A few months ago, I read a blog with the premise that although we do not need full employment to prosper, we are trapped in a mindset that claims otherwise and this we create make work for the masses. The idea was that while J.M. Keynes was right- we do not need as many workers as we once did- we nevertheless continue to churn out millions of (indebted) graduates who are supposed to get jobs, even though those jobs have no worthwhile function.
This is a phenomenon primarily in white collar, managerial professions as egos and delusions compete with the desperate hunt for cash on the trail of make-work. David Graeber called this Bullshit Jobs. Consider, if you will, the following exchange, which took place during an interview with a committee who was looking for a research director at a community college. This is an exchange between me and the committee chair:
"What are the primary responsibilities of this position?"
"Huh, that's a good question. What do you guys think?"
Now rewind to six months ago, when I had another interview (a freelancing, part timing, gig economy ninja on the edge of penury, I have many interviews.)
"If I were to be hired, what would you consider to be the most pressing task as I begin?"
"Wow, that's a good question! I don't really know!"
The idea behind bullshit jobs is not to make something, do something, produce something for the betterment of humanity- as you know, such hippie-ish notions are to be scoffed at in a society where you're only as good as your IPO- but rather to force people into labor for the sake of labor. It is a bit like Sisyphus, pushing the rock up the hill for no discernible reason. However, I believe that in our case there is a reason, albeit not one you may wish to publicize.
If you were to take a random member of Congress, administered him or her truth serum, and asked whether they supported repealing the Reconstruction amendments, there is probably a fifty percent chance that they'd say yes or, confronted with their own venality, go insane. America was founded on theft and slavery and religious coercion (remember Reverend Edwards and "sinners in the hands of an angry god"?) It has had brief moments (i.e. the 1870s, the period between 1954 and 1965) when it rose above that, but essentially one cannot overwrite one's own nature. A vulture cannot become a vegan.
Thus, slavery continues. Millions of poor people, primarily minorities, are holed up in prisons, slaving away for thirty-five cents an hour. Many millions more perform service related jobs, sometimes for as little as two or three dollars an hour. And then there are those, like me, the pseudo- white collar professionals. Can we honestly say that our lives are better as we scurry from one part time, temporary, contract gig with no benefits or hope to another?
Most people in most societies long to say that they are better off than their peers. Whether it is competing with the Joneses or the Garcias or the Schwartzes, most people want to feel that they are better than their neighbors. This is self-defeating. There is always a neighbor out there who has a nicer car or a bigger house - if not on your block, then two streets away. The impulse to feel that you're better than another has perhaps been the most destructive one in human history. Third Reich, slavery, feudalism, communism, eugenics, et cetera ad nauseam, all contain the notion that by an accident of birth, you are a better human being than those who are different.
Bullshit jobs keep you on the treadmill and holding a sufficiently distinguished sounding bullshit job lets you feel better about yourself by thinking that you're better than others. We are accepting the creation of a modern feudal slave society, because deep down each of us hopes to be an overseer. It is a fools game.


(Work instruction) Search the listing for the word "marker" and return each line that contains it.

START Data provided

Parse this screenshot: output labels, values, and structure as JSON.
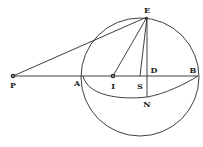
{
  "diagram": {
    "type": "geometric-construction",
    "labels": {
      "P": "P",
      "A": "A",
      "I": "I",
      "S": "S",
      "D": "D",
      "B": "B",
      "E": "E",
      "N": "N"
    },
    "ink_color": "#2a2a2a"
  }
}
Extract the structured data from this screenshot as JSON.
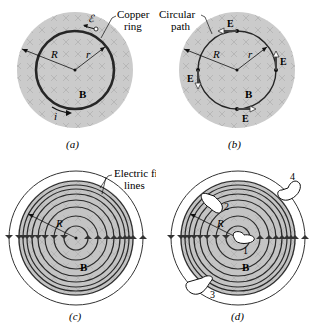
{
  "figure": {
    "panels": [
      {
        "id": "a",
        "caption": "(a)",
        "labels": {
          "emf": "ℰ",
          "ring": "Copper ring",
          "ring_line1": "Copper",
          "ring_line2": "ring",
          "R": "R",
          "r": "r",
          "B": "B",
          "i": "i"
        }
      },
      {
        "id": "b",
        "caption": "(b)",
        "labels": {
          "path_line1": "Circular",
          "path_line2": "path",
          "R": "R",
          "r": "r",
          "B": "B",
          "E": "E"
        }
      },
      {
        "id": "c",
        "caption": "(c)",
        "labels": {
          "field_line1": "Electric field",
          "field_line2": "lines",
          "R": "R",
          "B": "B"
        }
      },
      {
        "id": "d",
        "caption": "(d)",
        "labels": {
          "R": "R",
          "B": "B",
          "path1": "1",
          "path2": "2",
          "path3": "3",
          "path4": "4"
        }
      }
    ],
    "colors": {
      "field_region": "#c8c8c8",
      "field_region_dark": "#a9a9a9",
      "line": "#222222",
      "cross": "#b0b0b0"
    }
  }
}
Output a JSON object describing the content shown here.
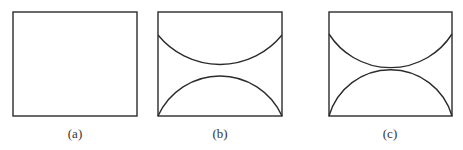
{
  "figure": {
    "stroke_color": "#2b2b2b",
    "panels": [
      {
        "id": "a",
        "label": "(a)",
        "description": "Empty rectangle",
        "rect": {
          "x": 13,
          "y": 12,
          "w": 124,
          "h": 104
        }
      },
      {
        "id": "b",
        "label": "(b)",
        "description": "Rectangle with upper arc (concave up) and lower arc (concave down) separated by a gap",
        "rect": {
          "x": 158,
          "y": 12,
          "w": 124,
          "h": 104
        },
        "upper_arc": {
          "start_y": 35,
          "min_y": 68.5
        },
        "lower_arc": {
          "start_y": 116,
          "max_y": 78
        }
      },
      {
        "id": "c",
        "label": "(c)",
        "description": "Rectangle with upper and lower arcs tangent at center",
        "rect": {
          "x": 329,
          "y": 12,
          "w": 123,
          "h": 104
        },
        "upper_arc": {
          "start_y": 34,
          "min_y": 69
        },
        "lower_arc": {
          "start_y": 116,
          "max_y": 69
        }
      }
    ]
  }
}
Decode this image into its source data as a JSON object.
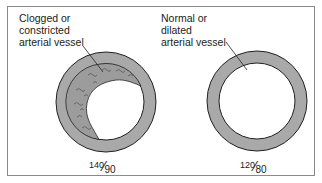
{
  "diagram": {
    "left_panel": {
      "label_lines": [
        "Clogged or",
        "constricted",
        "arterial vessel"
      ],
      "bp_systolic": "140",
      "bp_diastolic": "90",
      "vessel": "clogged-vessel"
    },
    "right_panel": {
      "label_lines": [
        "Normal or",
        "dilated",
        "arterial vessel"
      ],
      "bp_systolic": "120",
      "bp_diastolic": "80",
      "vessel": "normal-vessel"
    },
    "colors": {
      "vessel_wall": "#a9a9a9",
      "plaque": "#9c9c9c",
      "outline": "#222222",
      "frame": "#8a8a8a"
    }
  }
}
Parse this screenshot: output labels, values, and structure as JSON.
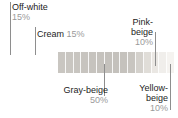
{
  "chart_data": {
    "type": "bar",
    "title": "",
    "subtitle": "",
    "xlabel": "",
    "ylabel": "",
    "orientation": "horizontal-stacked-strip",
    "legend_position": "callouts",
    "grid": false,
    "categories": [
      "Off-white",
      "Cream",
      "Gray-beige",
      "Pink-beige",
      "Yellow-beige"
    ],
    "values": [
      15,
      15,
      50,
      10,
      10
    ],
    "value_labels": [
      "15%",
      "15%",
      "50%",
      "10%",
      "10%"
    ],
    "units": "percent",
    "total": 100,
    "segment_count": 15,
    "swatch_colors": [
      "#c9c6c1",
      "#c9c6c1",
      "#c7c4bf",
      "#c6c3be",
      "#c5c2bd",
      "#c4c1bc",
      "#c3c0bb",
      "#c3c0bb",
      "#c4c1bc",
      "#c6c3be",
      "#d2cfca",
      "#dedbd6",
      "#e8e5e1",
      "#efedea",
      "#f4f2ef"
    ],
    "gradient_start": "#c9c6c1",
    "gradient_end": "#f4f2ef"
  },
  "strip": {
    "segments": [
      {
        "color": "#c9c6c1"
      },
      {
        "color": "#c9c6c1"
      },
      {
        "color": "#c8c5c0"
      },
      {
        "color": "#c7c4bf"
      },
      {
        "color": "#c6c3be"
      },
      {
        "color": "#c5c2bd"
      },
      {
        "color": "#c4c1bc"
      },
      {
        "color": "#c4c1bc"
      },
      {
        "color": "#c5c2bd"
      },
      {
        "color": "#c8c5c0"
      },
      {
        "color": "#d4d1cc"
      },
      {
        "color": "#e0ddd8"
      },
      {
        "color": "#eae7e3"
      },
      {
        "color": "#f0eeeb"
      },
      {
        "color": "#f5f3f0"
      }
    ]
  },
  "callouts": {
    "off_white": {
      "name": "Off-white",
      "pct": "15%"
    },
    "cream": {
      "name": "Cream",
      "pct": "15%"
    },
    "pink_beige": {
      "name": "Pink-\nbeige",
      "pct": "10%"
    },
    "gray_beige": {
      "name": "Gray-beige",
      "pct": "50%"
    },
    "yellow_beige": {
      "name": "Yellow-\nbeige",
      "pct": "10%"
    }
  },
  "colors": {
    "label_text": "#1c1c1c",
    "percent_text": "#9a9a9a",
    "leader_line": "#8e8e8e",
    "background": "#ffffff"
  }
}
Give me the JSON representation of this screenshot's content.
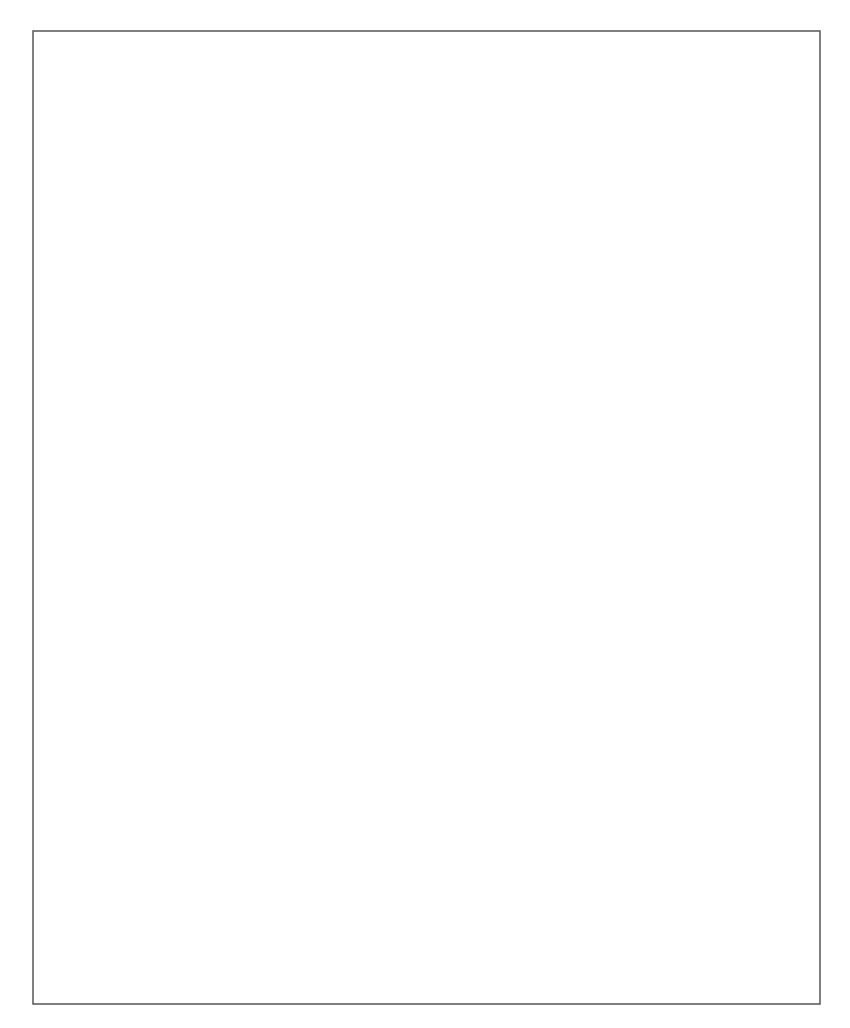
{
  "diagram": {
    "type": "flowchart",
    "nodes": {
      "start": {
        "kind": "terminal",
        "lines": [
          "Start"
        ]
      },
      "wins_query": {
        "kind": "process",
        "lines": [
          "WINS-Abfrage",
          "ausführen"
        ]
      },
      "wins_ok": {
        "kind": "decision",
        "lines": [
          "WINS",
          "erfolgreich?"
        ]
      },
      "done1": {
        "kind": "terminal",
        "lines": [
          "Fertig"
        ]
      },
      "broadcast": {
        "kind": "process",
        "lines": [
          "Drei Übertragungen",
          "durchführen"
        ]
      },
      "broadcast_ok": {
        "kind": "decision",
        "lines": [
          "Übertragung",
          "erfolgreich?"
        ]
      },
      "done2": {
        "kind": "terminal",
        "lines": [
          "Fertig"
        ]
      },
      "lmhosts_enabled": {
        "kind": "decision",
        "lines": [
          "LMHOSTS",
          "aktiviert?"
        ]
      },
      "lmhosts_lookup": {
        "kind": "process",
        "lines": [
          "Den Namen in",
          "LMHOSTS aufrufen"
        ]
      },
      "lmhosts_ok": {
        "kind": "decision",
        "lines": [
          "LMHOSTS",
          "erfolgreich?"
        ]
      },
      "done3": {
        "kind": "terminal",
        "lines": [
          ""
        ]
      },
      "use_dns": {
        "kind": "decision",
        "lines": [
          "Verwenden der DNS",
          "für Windows-Namens-",
          "auflösung"
        ]
      },
      "hosts_read": {
        "kind": "process",
        "lines": [
          "Den Namen in",
          "HOSTS einlesen"
        ]
      },
      "hosts_ok": {
        "kind": "decision",
        "lines": [
          "HOSTS",
          "erfolgreich?"
        ]
      },
      "done4": {
        "kind": "terminal",
        "lines": [
          "Fertig"
        ]
      },
      "dns_query": {
        "kind": "process",
        "lines": [
          "Abfang des NetBiOS-Namen",
          "mit dem an DNS angehängten",
          "Domänennamen und,",
          "falls mißlungen, Versuch mit",
          "dem NetBIOS-Namen",
          "selbst in DNS."
        ]
      },
      "dns_ok": {
        "kind": "decision",
        "lines": [
          "Erfolgreich?"
        ]
      },
      "done5": {
        "kind": "terminal",
        "lines": [
          "Fertig"
        ]
      },
      "retry": {
        "kind": "terminal",
        "lines": [
          "Wiederholung des ganzen",
          "Vorgangs und Fehlschlagens (es sei denn,",
          "es funktioniert plötzlich beim",
          "zweiten Mal )"
        ]
      }
    },
    "edges": [
      {
        "from": "start",
        "to": "wins_query",
        "label": ""
      },
      {
        "from": "wins_query",
        "to": "wins_ok",
        "label": ""
      },
      {
        "from": "wins_ok",
        "to": "done1",
        "label": "Ja"
      },
      {
        "from": "wins_ok",
        "to": "broadcast",
        "label": "Nein"
      },
      {
        "from": "broadcast",
        "to": "broadcast_ok",
        "label": ""
      },
      {
        "from": "broadcast_ok",
        "to": "done2",
        "label": "Ja"
      },
      {
        "from": "broadcast_ok",
        "to": "lmhosts_enabled",
        "label": "Nein"
      },
      {
        "from": "lmhosts_enabled",
        "to": "lmhosts_lookup",
        "label": "Ja"
      },
      {
        "from": "lmhosts_enabled",
        "to": "use_dns",
        "label": "Nein"
      },
      {
        "from": "lmhosts_lookup",
        "to": "lmhosts_ok",
        "label": ""
      },
      {
        "from": "lmhosts_ok",
        "to": "done3",
        "label": "Ja"
      },
      {
        "from": "lmhosts_ok",
        "to": "use_dns",
        "label": "Nein"
      },
      {
        "from": "use_dns",
        "to": "hosts_read",
        "label": "Ja"
      },
      {
        "from": "use_dns",
        "to": "retry",
        "label": "Nein"
      },
      {
        "from": "hosts_read",
        "to": "hosts_ok",
        "label": ""
      },
      {
        "from": "hosts_ok",
        "to": "done4",
        "label": "Ja"
      },
      {
        "from": "hosts_ok",
        "to": "dns_query",
        "label": "Nein"
      },
      {
        "from": "dns_query",
        "to": "dns_ok",
        "label": ""
      },
      {
        "from": "dns_ok",
        "to": "done5",
        "label": "Ja"
      },
      {
        "from": "dns_ok",
        "to": "retry",
        "label": "Nein"
      }
    ],
    "labels": {
      "yes": "Ja",
      "no": "Nein"
    }
  }
}
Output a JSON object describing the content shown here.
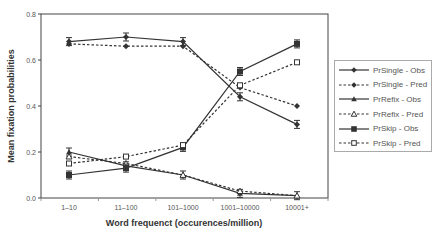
{
  "chart_data": {
    "type": "line",
    "title": "",
    "xlabel": "Word frequenct (occurences/million)",
    "ylabel": "Mean fixation probabilities",
    "ylim": [
      0.0,
      0.8
    ],
    "yticks": [
      "0.0",
      "0.2",
      "0.4",
      "0.6",
      "0.8"
    ],
    "grid": false,
    "legend_position": "right",
    "categories": [
      "1–10",
      "11–100",
      "101–1000",
      "1001–10000",
      "10001+"
    ],
    "series": [
      {
        "name": "PrSingle - Obs",
        "style": "solid",
        "marker": "diamond",
        "values": [
          0.68,
          0.7,
          0.68,
          0.44,
          0.32
        ],
        "error_bars": true
      },
      {
        "name": "PrSingle - Pred",
        "style": "dashed",
        "marker": "diamond",
        "values": [
          0.67,
          0.66,
          0.66,
          0.48,
          0.4
        ],
        "error_bars": false
      },
      {
        "name": "PrRefix - Obs",
        "style": "solid",
        "marker": "triangle",
        "values": [
          0.2,
          0.14,
          0.1,
          0.02,
          0.01
        ],
        "error_bars": true
      },
      {
        "name": "PrRefix - Pred",
        "style": "dashed",
        "marker": "triangle-open",
        "values": [
          0.18,
          0.15,
          0.1,
          0.03,
          0.01
        ],
        "error_bars": false
      },
      {
        "name": "PrSkip - Obs",
        "style": "solid",
        "marker": "square",
        "values": [
          0.1,
          0.13,
          0.22,
          0.55,
          0.67
        ],
        "error_bars": true
      },
      {
        "name": "PrSkip - Pred",
        "style": "dashed",
        "marker": "square-open",
        "values": [
          0.15,
          0.18,
          0.23,
          0.49,
          0.59
        ],
        "error_bars": false
      }
    ]
  },
  "colors": {
    "line": "#333333",
    "axis": "#444444",
    "text": "#555555"
  }
}
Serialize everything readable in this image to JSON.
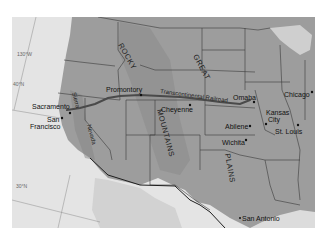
{
  "map": {
    "type": "historical-map",
    "subject": "Transcontinental Railroad, western United States",
    "colors": {
      "ocean": "#e4e4e4",
      "land": "#9d9d9d",
      "mountains": "#8a8a8a",
      "mexico": "#d2d2d2",
      "state_border": "#3a3a3a",
      "railroad": "#4a4a4a"
    },
    "graticule": {
      "lon_130": "130°W",
      "lat_40": "40°N",
      "lat_30": "30°N"
    },
    "regions": {
      "rocky": "ROCKY",
      "mountains": "MOUNTAINS",
      "great": "GREAT",
      "plains": "PLAINS",
      "sierra": "Sierra",
      "nevada": "Nevada"
    },
    "railroad_label": "Transcontinental Railroad",
    "cities": [
      {
        "name": "Sacramento"
      },
      {
        "name": "San"
      },
      {
        "name": "Francisco"
      },
      {
        "name": "Promontory"
      },
      {
        "name": "Cheyenne"
      },
      {
        "name": "Omaha"
      },
      {
        "name": "Chicago"
      },
      {
        "name": "Kansas"
      },
      {
        "name": "City"
      },
      {
        "name": "Abilene"
      },
      {
        "name": "St. Louis"
      },
      {
        "name": "Wichita"
      },
      {
        "name": "San Antonio"
      }
    ]
  }
}
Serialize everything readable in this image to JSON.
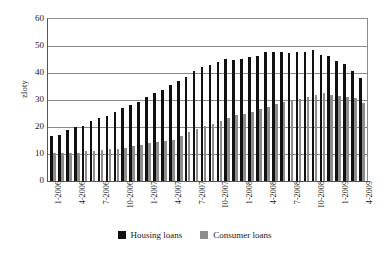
{
  "chart_data": {
    "type": "bar",
    "title": "",
    "xlabel": "",
    "ylabel": "zloty",
    "ylim": [
      0,
      60
    ],
    "yticks": [
      0,
      10,
      20,
      30,
      40,
      50,
      60
    ],
    "grid": true,
    "legend_position": "bottom",
    "tick_categories": [
      "1-2006",
      "4-2006",
      "7-2006",
      "10-2006",
      "1-2007",
      "4-2007",
      "7-2007",
      "10-2007",
      "1-2008",
      "4-2008",
      "7-2008",
      "10-2008",
      "1-2009",
      "4-2009"
    ],
    "categories": [
      "1-2006",
      "2-2006",
      "3-2006",
      "4-2006",
      "5-2006",
      "6-2006",
      "7-2006",
      "8-2006",
      "9-2006",
      "10-2006",
      "11-2006",
      "12-2006",
      "1-2007",
      "2-2007",
      "3-2007",
      "4-2007",
      "5-2007",
      "6-2007",
      "7-2007",
      "8-2007",
      "9-2007",
      "10-2007",
      "11-2007",
      "12-2007",
      "1-2008",
      "2-2008",
      "3-2008",
      "4-2008",
      "5-2008",
      "6-2008",
      "7-2008",
      "8-2008",
      "9-2008",
      "10-2008",
      "11-2008",
      "12-2008",
      "1-2009",
      "2-2009",
      "3-2009",
      "4-2009"
    ],
    "series": [
      {
        "name": "Housing loans",
        "color": "#111111",
        "values": [
          16.7,
          17.1,
          18.9,
          20.1,
          20.5,
          22.1,
          23.2,
          24.1,
          25.5,
          27.0,
          28.0,
          29.4,
          31.1,
          32.5,
          33.8,
          35.4,
          36.9,
          38.6,
          40.8,
          42.2,
          43.1,
          43.9,
          45.1,
          45.0,
          45.2,
          45.8,
          46.2,
          47.7,
          47.6,
          47.6,
          47.5,
          47.6,
          47.8,
          48.5,
          46.8,
          46.2,
          44.6,
          43.2,
          40.6,
          38.0
        ]
      },
      {
        "name": "Consumer loans",
        "color": "#8d8d8d",
        "values": [
          10.3,
          10.3,
          10.3,
          10.3,
          11.1,
          11.3,
          11.6,
          11.8,
          12.0,
          12.4,
          13.0,
          13.3,
          13.9,
          14.5,
          15.0,
          15.3,
          16.8,
          18.0,
          19.1,
          20.2,
          21.2,
          22.1,
          23.2,
          24.5,
          24.8,
          25.6,
          26.5,
          27.4,
          28.6,
          29.2,
          29.6,
          30.5,
          31.1,
          32.0,
          32.7,
          32.0,
          31.5,
          31.3,
          30.6,
          29.0
        ]
      }
    ]
  },
  "legend": {
    "items": [
      {
        "label": "Housing loans",
        "color": "#111111"
      },
      {
        "label": "Consumer loans",
        "color": "#8d8d8d"
      }
    ]
  }
}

END Data provided

(Answer section)
        "marker": "diamond",
        "marker": "diamond",
        "marker": "triangle",
        "marker": "triangle-open",
        "marker": "square",
        "marker": "square-open",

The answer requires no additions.